Rich Text Editor
I wanted one place to write scenes, notes, and worldbuilding, without bouncing between separate tools.


An editor that grows with your story, with all the features you need to write and worldbuild.
Come on, it is free.

They say the best way to understand a product is to see it in action... I don't have a video demo, so you will just have to:
I wanted one place to write scenes, notes, and worldbuilding, without bouncing between separate tools.

See how many words you have added and removed each day, so even in your worst day, you can see that little indication of progress.

When a project gets big, finding things matters. Search lets you jump straight to what you were trying to remember.

Sometimes a draft was better three versions ago. This makes it easy to go back without losing what you have now.

I wanted references to feel close at hand while writing, not buried somewhere else when I needed them.

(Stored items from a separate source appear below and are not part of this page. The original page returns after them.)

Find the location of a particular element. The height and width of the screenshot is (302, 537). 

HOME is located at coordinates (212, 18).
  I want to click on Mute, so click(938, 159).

Not every world runs on a normal calendar, so timelines should be flexible enough to match the one in your head.
Stolen straight from pinterest. I like the idea of having all my inspiration in one place, where I can easily pull it up while writing instead of having to switch windows.

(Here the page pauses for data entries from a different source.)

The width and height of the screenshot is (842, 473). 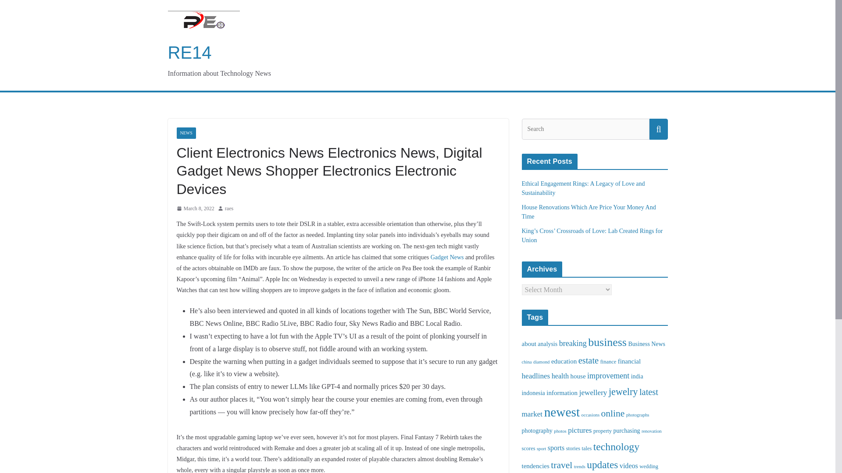 I want to click on photographs, so click(x=637, y=415).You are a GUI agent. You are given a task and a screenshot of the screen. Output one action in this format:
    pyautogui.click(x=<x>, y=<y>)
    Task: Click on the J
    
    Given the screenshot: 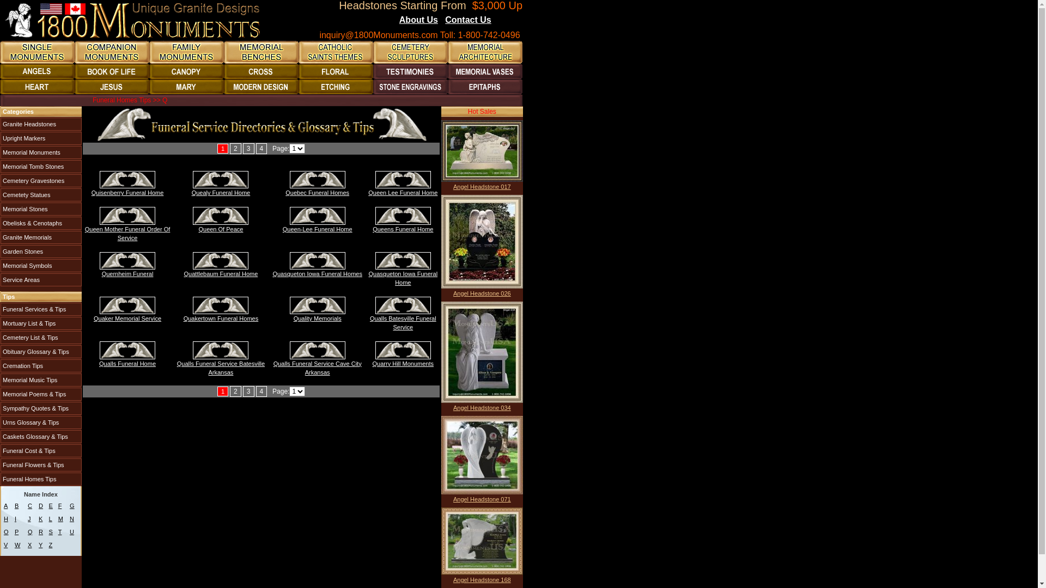 What is the action you would take?
    pyautogui.click(x=29, y=519)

I like themes, and I like different ones depending on my mood and the time of day. Fonts are always hard too, so I gave you the control to make the space feel right.
Many themes.. a lot more than 3
catppuccin-mocha
But enough of all that
Let me tell you how it actually works
It usually starts with a section
Prologue
Most of the time that means a section, not a whole chapter. I write the parts first. Later, when enough of them exist, I piece them together into something larger. The rest of the app grows around that process.
Most of the time, I do not sit down to write a whole chapter. I write the piece that is actually ready first. Sometimes it is a simple encounter. Other times it is a whole chapter. It does not really matter. That is usually enough to begin moving.
What matters is that it can exist as its own unit. In the app, that unit is a segment. A segment can be a scene, a section, a chapter opening, a bit of dialogue, or a descriptive passage that I do not want to lose.
That is the freedom I wanted. I do not want the tool assuming I know the final shape at the beginning, because I usually do not.
What Matters Here
This is why the segment matters
You do not need to know what the final chapter is yet. You just need somewhere to keep the piece while it still has life in it.
Once I have enough segments, the manuscript starts to become visible. Not because I planned every level in advance, but because the pieces have started giving me something real to arrange.
This is the part I care about most, because when I am ready, I can assemble those pieces together like lego. A handful of segments can become a larger section. Those sections can become acts. Eventually they become a completed manuscript.
That is why I built the writing side this way. I wanted the freedom to write in pieces first and only become strict about structure when the draft itself was ready for it.
What Matters Here
This is where the book starts to appear
Once you have enough pieces, you can start building something larger out of them. The structure comes after the writing, not before it.
The other side of the project is made of concepts, but I do not think concepts should be limited to one fixed list. Some will be obvious. Characters, locations, factions, items, and events all fit there naturally.
But the real point is that a concept can be whatever you decide matters. It can be a religion, a kind of magic, a bloodline, a law, a war, a custom, a prophecy, a political office, or some strange thing that only exists in this one project.
That flexibility matters because narrative logic is never as tidy as software categories want it to be. If the story needs a new kind of thing, the app should make room for it instead of refusing it.
What Matters Here
The idea only needs to matter to your story
Concepts are broad on purpose. If something needs to exist as its own thing in the project, you should be able to make it one.
Once the concepts exist, they still need context. That is where relationships come in. The useful part is not just storing the things, but deciding how they actually touch each other.
So the writer gets to decide the links too. Two people can be siblings, rivals, lovers, allies, debtors, teachers, traitors, heirs, or strangers who only cross paths once. A city can belong to an empire. A relic can be carried by a character. A cult can serve a god. The relationship is yours to define, because the narrative logic is yours.
Then time can be attached to those ideas as well. A concept can have a date, or it can have a period of time. An event can be a concept with a date attached to it. A character can be a concept with a birth date. That is how the draft starts holding not just what things are, but when they matter.
What Matters Here
This is what gives the project context
Relationships and time are what stop the surrounding material from becoming a pile of notes. They keep the draft connected to the world around it.